Sentry's response to Log4j vulnerability CVE-2021-44228
Sentry is not impacted by the log4j vulnerabilities, CVE-2021-44228 or CVE-2021-45046, also known as log4shell.
On December 9th, 2021 CVE-2021-44228 was announced, impacting versions 2.x of log4j (also known as log4j2). This issue was believed to be fixed in log4j 2.15.0, however on December 14th, 2021 CVE-2021-45046 was announced, and log4j 2.16.0 was released, fixing the additional exploitation vectors.
Sentry is written in Python and Rust, and therefore does not make use of the Java logging library, log4j. There are two components, Kafka and Zookeeper, used by Sentry that are written in Java, and make use of the unimpacted log4j 1.x series. These products are also not impacted by the log4j vulnerabilities (Kafka, Zookeeper).
SaaS
Sentry’s SaaS platform was not impacted by the log4j vulnerabilities. As a Python application, we do not make use of log4j directly. While thoroughly examining our cloud environment, we determined that we are not running any impacted software in a way that is publicly available. An internal-only ElasticSearch cluster was the only impacted software and has already undergone updates to mitigate the issue.
Self Hosted
Self hosted Sentry, in its default configuration, is not impacted by the log4j vulnerabilities. Self hosted does make use of Kafka and Zookeeper, which as mentioned above are not vulnerable. If running self hosted Sentry in a non-default setup, you may need to evaluate if you are at risk of these vulnerabilities impacting your specific environment.
SDKs
The sentry-java SDK does not make use of log4j directly, however Sentry offers an integration with log4j2 through sentry-log4j2
. You should control which version of log4j2 your project is using by directly adding a dependency to your Maven or Gradle project with the unaffected version 2.16.0. Sentry’s integration with log4j was updated to require that version or higher, to help avoid situations where users are bringing log4j2 as a transient dependency of Sentry’s integration instead of a direct dependency.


Exercise
What you return should be the lines of the data containing "clinic", each in full.
=== Begin Enclosure ===
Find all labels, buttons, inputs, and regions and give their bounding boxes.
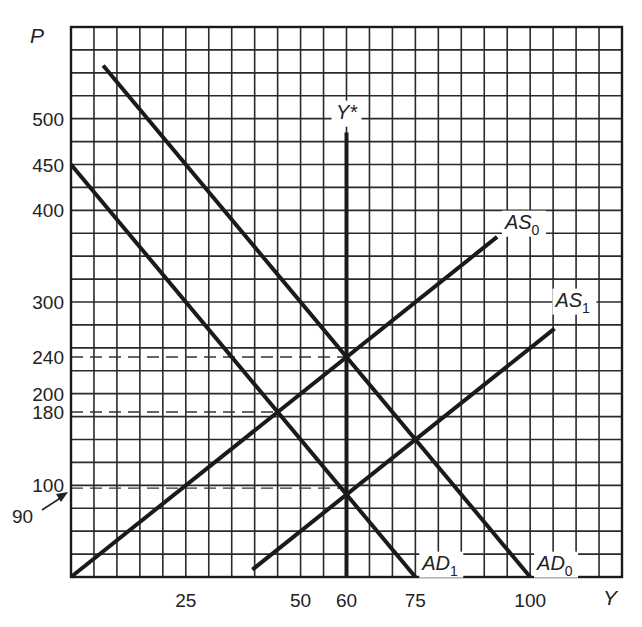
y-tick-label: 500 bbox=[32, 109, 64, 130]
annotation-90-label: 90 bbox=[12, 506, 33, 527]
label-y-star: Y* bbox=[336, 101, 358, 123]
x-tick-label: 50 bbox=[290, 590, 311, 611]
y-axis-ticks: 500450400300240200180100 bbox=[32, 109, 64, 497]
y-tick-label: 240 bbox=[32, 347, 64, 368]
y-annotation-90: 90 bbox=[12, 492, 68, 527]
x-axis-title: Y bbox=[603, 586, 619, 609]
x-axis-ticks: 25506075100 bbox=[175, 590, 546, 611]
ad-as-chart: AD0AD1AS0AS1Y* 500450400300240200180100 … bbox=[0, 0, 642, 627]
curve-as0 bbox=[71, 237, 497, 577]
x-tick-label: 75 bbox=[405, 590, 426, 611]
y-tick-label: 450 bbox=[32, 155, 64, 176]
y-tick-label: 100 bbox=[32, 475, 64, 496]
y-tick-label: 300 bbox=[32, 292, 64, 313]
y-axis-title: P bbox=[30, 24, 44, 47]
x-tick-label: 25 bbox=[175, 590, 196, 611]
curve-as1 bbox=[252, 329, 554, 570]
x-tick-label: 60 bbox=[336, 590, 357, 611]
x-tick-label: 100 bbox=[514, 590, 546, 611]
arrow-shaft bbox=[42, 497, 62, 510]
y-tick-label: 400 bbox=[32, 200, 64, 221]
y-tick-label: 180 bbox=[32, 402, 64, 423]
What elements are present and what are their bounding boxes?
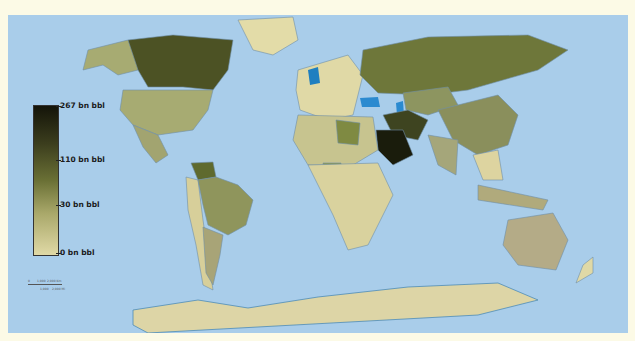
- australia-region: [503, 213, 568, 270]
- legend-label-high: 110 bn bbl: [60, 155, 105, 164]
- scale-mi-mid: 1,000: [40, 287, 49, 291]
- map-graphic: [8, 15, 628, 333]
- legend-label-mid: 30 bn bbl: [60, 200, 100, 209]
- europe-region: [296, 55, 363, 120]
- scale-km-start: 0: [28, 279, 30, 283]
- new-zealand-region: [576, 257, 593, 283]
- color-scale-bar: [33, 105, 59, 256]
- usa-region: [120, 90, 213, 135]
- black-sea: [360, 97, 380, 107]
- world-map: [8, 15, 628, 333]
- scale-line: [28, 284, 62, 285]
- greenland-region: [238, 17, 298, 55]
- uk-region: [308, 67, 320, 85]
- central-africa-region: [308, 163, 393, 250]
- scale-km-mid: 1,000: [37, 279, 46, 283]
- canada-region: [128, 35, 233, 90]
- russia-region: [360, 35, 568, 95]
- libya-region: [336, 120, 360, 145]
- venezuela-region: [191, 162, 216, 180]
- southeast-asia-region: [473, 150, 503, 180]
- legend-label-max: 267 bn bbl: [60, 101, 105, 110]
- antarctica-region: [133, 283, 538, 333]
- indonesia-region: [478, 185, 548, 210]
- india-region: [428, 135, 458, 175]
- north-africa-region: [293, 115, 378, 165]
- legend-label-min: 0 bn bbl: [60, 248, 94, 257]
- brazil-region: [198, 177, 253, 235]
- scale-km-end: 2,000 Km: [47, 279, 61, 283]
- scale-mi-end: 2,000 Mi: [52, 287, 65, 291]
=== End Enclosure ===
=== Begin Enclosure ===
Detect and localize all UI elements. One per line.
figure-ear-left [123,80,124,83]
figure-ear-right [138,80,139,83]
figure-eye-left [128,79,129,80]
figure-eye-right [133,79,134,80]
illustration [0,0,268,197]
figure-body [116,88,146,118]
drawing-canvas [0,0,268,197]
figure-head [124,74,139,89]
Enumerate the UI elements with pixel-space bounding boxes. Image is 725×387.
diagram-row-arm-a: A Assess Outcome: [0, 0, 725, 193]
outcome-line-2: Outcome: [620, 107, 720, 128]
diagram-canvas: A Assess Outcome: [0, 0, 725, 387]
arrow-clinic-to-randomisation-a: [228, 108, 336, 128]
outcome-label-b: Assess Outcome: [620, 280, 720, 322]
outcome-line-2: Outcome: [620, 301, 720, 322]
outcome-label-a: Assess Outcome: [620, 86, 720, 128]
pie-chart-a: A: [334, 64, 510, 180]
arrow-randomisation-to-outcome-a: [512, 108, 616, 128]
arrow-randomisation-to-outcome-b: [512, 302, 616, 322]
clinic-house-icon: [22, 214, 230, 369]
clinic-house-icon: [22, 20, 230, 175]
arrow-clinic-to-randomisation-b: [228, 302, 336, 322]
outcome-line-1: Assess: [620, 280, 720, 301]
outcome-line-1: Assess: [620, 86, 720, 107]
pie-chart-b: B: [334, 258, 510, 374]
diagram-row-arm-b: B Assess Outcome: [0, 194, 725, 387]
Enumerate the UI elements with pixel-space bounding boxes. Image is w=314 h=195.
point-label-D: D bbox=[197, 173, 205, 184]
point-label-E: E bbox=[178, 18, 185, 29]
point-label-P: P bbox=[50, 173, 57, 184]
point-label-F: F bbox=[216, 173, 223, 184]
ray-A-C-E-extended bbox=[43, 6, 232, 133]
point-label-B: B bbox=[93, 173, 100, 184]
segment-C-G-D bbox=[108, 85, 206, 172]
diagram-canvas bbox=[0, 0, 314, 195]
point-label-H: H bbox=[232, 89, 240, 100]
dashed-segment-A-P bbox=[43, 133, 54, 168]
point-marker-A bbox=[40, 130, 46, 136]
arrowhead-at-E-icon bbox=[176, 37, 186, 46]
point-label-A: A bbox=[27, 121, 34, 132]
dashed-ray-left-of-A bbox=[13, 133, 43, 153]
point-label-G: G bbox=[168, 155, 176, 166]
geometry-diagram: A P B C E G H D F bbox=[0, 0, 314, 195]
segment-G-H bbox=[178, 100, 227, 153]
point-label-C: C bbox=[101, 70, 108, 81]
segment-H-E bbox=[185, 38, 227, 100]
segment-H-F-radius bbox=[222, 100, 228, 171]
=== End Enclosure ===
=== Begin Enclosure ===
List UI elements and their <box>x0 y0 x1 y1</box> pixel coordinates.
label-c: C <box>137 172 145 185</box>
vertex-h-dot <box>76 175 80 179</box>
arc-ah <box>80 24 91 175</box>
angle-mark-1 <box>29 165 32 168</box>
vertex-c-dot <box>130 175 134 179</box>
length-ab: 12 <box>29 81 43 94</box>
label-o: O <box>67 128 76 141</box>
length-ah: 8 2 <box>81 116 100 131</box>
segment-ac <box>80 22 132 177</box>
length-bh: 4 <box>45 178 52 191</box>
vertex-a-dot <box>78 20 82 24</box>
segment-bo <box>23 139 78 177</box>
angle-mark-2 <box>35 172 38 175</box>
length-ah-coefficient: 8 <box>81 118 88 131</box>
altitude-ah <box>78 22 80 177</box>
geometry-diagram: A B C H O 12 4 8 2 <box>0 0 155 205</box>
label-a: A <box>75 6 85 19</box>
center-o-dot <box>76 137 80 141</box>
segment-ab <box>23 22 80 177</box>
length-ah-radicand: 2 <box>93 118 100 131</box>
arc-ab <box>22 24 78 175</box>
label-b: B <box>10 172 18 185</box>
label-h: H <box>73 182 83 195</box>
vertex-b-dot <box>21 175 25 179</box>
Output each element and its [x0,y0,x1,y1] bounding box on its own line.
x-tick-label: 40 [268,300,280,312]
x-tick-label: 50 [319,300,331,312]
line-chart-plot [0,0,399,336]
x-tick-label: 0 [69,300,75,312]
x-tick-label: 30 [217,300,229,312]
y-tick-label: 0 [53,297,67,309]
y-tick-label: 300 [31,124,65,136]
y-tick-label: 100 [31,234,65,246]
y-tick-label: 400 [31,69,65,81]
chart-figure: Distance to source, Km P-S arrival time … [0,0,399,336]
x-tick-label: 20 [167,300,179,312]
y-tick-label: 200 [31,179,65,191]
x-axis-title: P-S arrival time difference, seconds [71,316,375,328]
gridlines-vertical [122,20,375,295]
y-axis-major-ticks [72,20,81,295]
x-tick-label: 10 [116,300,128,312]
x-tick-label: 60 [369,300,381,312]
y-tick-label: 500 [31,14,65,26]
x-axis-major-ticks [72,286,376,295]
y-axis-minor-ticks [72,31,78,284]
=== End Enclosure ===
Exercise answer
arrow-clinic-to-randomisation-a: [228, 108, 336, 128]
clinic-house-icon: [22, 214, 230, 369]
clinic-house-icon: [22, 20, 230, 175]
arrow-clinic-to-randomisation-b: [228, 302, 336, 322]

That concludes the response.